Journal List > Blood Res > v.52(2) > 1092401

Song: Dapsone therapy for immune thrombocytopenic purpura: old but still unfamiliar
The cardinal feature of immune thrombocytopenic purpura (ITP) is developing autoantibodies directed against platelet surface antigens. Therefore, thrombocytopenia is caused by accelerated clearance of antibody coated platelets in reticuloendothelial system (RES). However, the entire picture of the disease involves more complicated pathophysiologic mechanism including cell mediated cytotoxicity and impairment of immune regulation. Further, thrombopoiesis is also affected contributing to thrombocytopenia. Accordingly, there are varieties of treatments corresponding to those pathophysiologic aspects. First line treatments intended to suppress the autoantibody production and interfere with removal of the opsonized platelets in RES include corticosteroid treatment and intravenous immunoglobulin or anti-D immunoglobulin [1]. If indicated, splenectomy is considered for refractory thrombocytopenias [1]. Options other than splenectomy include more nerve wrecking agents such as cyclophosphamide, cyclosporine A, mycophenolate mofetil [1]. Medical splenectomy like rituximab and thrombopoietin mimetics to stimulate thrombopoiesis are recently added therapies [1]. However, substantial numbers of patients still remain refractory after all available treatments have been tried. Adding to the problem, the cost of those treatments is also relatively high [2]. In this regard, dapsone is an attractive option to be adopted even by the developing part of the world with limited health resources.
In this issue of Blood Research, Lee et al. [3] reported a small retrospective single institution case series on the effect and safety of dapsone treatment in ITP. Dapsone was initially used to control systemic lupus erythematosus and HIV infection associated thrombocytopenia with some success [456]. This observation has been the empirical rationale of using dapsone to treat ITP. After a long time experience of its use for treating leprosy, the safety issues have already been rather thoroughly addressed. Small series of prospective studies and retrospective analysis indicates the response rate of 40 to 60%, which was a promising result considering it was achieved mostly in refractory and steroid dependent patients [2].
In the current case series, the authors present a quite different figure, at least seemingly, from those already known. As authors pointed out as the limitation of this analysis, the small number of cases and lack of statistical power, and different demographics are offered as an explanation for the difference. Thus, more data is needed to be accumulated to draw any meaningful conclusion. This report reminds us the necessity for further systematized approach in discovering a new therapeutic horizon for ITP among the readily accessible, easily affordable and safe drugs. The approach would hopefully encompass rather comprehensive activities to include studying the pharmacodynamics in more detail. In fact, one of the most repelling aspects of dapsone as to ITP treatment is that there is no proven mechanism of drug action. A popular theory involves hemolysis, a common side effect of dapsone, as the main factor. Damaged RBCs compete with platelets for the RES macrophages to rescue the antibody coated platelets [7]. The explanation originates from the observation that the more severe the hemolysis, the better the platelet count recovery. However, the competitive clearance theory was not supported but even disputed from other studies [28].
The effect now is thought to be more related to the anti-inflammatory or immune modulating effect of dapsone, which was the main reason to use it for controlling SLE and HIV associated thrombocytopenia [45]. Dapsone is the first line choice of steroid-sparing long-term treatment of autoimmune blistering diseases [2]. There are bunch of experimental evidences or observations showing antiinflammatory effects of dapsone. Dapsone is known to lower the concentration of reactive oxygen species (ROS), apparently by inhibiting the intracellular calcium mobilization necessary for ROS production [9], and suppresses the expression of Mac-1 (integrin αMβ2, CD11b/CD18) and LFA-1 (integrin αvβ2) on neutrophil and macrophage. It also inhibits the integrin mediated binding of leukocytes to ligands on the endothelial surface [9]. Cyclooxygenase and lipoxygenase pathways are inhibited and inflammatory mediators such as prostaglandin D2, leukotriene B4 are substantially lowered by dapsone as well as the leukocyte production of interleukin 8 and TNF-α in response to lipopolysaccharide [9]. Regarding adaptive immunity, dapsone inhibits lymphocyte transformation induced by phytohemagglutinin [9]. However, the effects on B lymphocytes are not evident and antibody production is not affected by dapsone treatment [9]. Therefore, the hypothesis is that the immune modulating effect of dapsone in recoverying platelet count is rather indirect. Overwhelming inflammatory reaction increases the chance of exposure of damage-associated molecular pattern and cross-priming adaptive immune system with cellular antigens of self-origin. Theoretically, restricting the inflammation in homeostatic boundary can trim the immune reaction to stay silent to various self-antigens. Whether the dapsone touches this realm by counteracting inflammation remains to be proven [10].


Task to complete
Every line in the data below that has the word "aorta" should be returned.
= Beginning of Section =
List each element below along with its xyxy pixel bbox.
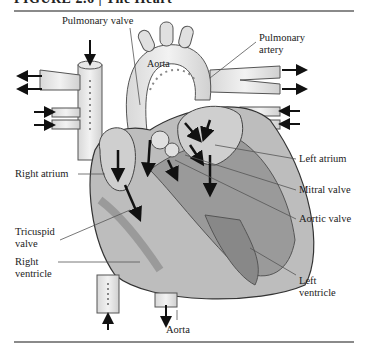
superior-vena-cava [78, 40, 102, 160]
label-pulmonary-artery-2: artery [259, 44, 283, 56]
label-pulmonary-artery-1: Pulmonary [259, 32, 305, 44]
label-tricuspid-valve-2: valve [15, 238, 38, 250]
label-aorta-bottom: Aorta [166, 324, 190, 336]
label-mitral-valve: Mitral valve [299, 184, 351, 196]
descending-aorta [155, 293, 177, 322]
label-right-atrium: Right atrium [15, 168, 68, 180]
label-pulmonary-valve: Pulmonary valve [62, 15, 133, 27]
label-left-atrium: Left atrium [299, 153, 347, 165]
label-left-ventricle-2: ventricle [299, 287, 336, 299]
label-tricuspid-valve-1: Tricuspid [15, 226, 55, 238]
label-right-ventricle-2: ventricle [15, 268, 52, 280]
label-aortic-valve: Aortic valve [299, 213, 351, 225]
label-right-ventricle-1: Right [15, 256, 38, 268]
label-aorta-top: Aorta [147, 58, 170, 70]
label-left-ventricle-1: Left [299, 275, 317, 287]
inferior-vena-cava [97, 275, 119, 330]
left-side-vessels [22, 70, 80, 129]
= End of Section =
Your response
label-aorta-bottom: Aorta [166, 324, 190, 336]
descending-aorta [155, 293, 177, 322]
label-aorta-top: Aorta [147, 58, 170, 70]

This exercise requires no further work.